Old Wang looked at the emoji and suddenly laughed. He laughed loudly, attracting glances from passersby. He thought this world was just too interesting, too damned interesting. He, Old Wang, a middle-aged man just trying to earn some hard money with his labor, had somehow become the "God of Bad Reviews," poked and prodded by countless anonymous fingers in a virtual temple built of digits.

He got on his electric scooter and started it. The engine let out a hoarse roar, like the last gasp of someone strangled by life. He didn't head home but rode aimlessly, weaving through the neon-lit, bustling streets. He felt like a ghost, a specter of the digital age. The city was a vast labyrinth, the algorithm an unforgiving judge, and he, the prisoner forever running, forever judged, forever unable to find an exit.

The light ahead turned red. He stopped, watching the flow of cars and people, and suddenly felt everything had lost its meaning. Good reviews, bad reviews, speed, money... these things floated like soap bubbles in the night sky, then popped, one by one. He thought, maybe being the "God of Bad Reviews" wasn't so bad after all. At least the title was unique, absurd, and damned darkly humorous.
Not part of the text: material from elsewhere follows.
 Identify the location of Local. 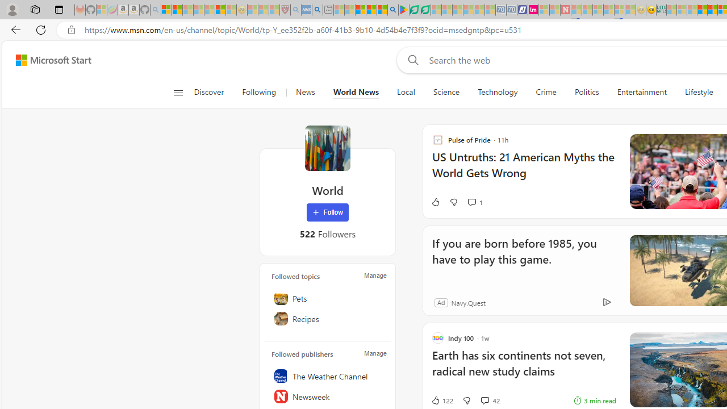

The light turned green. He twisted the throttle and merged into the traffic, like a drop of water into a muddy river. He was still delivering food, still collecting bad reviews. He didn't know how much longer he could do this, nor whether he'd be "optimized" by the system tomorrow for too many bad reviews. But he kept riding, like a silent, stubborn, resigned beast of burden, carrying this absurd world, continuing his wandering. The night was deep, the streetlights dim, casting his shadow long, like a giant question mark printed on the cold asphalt road.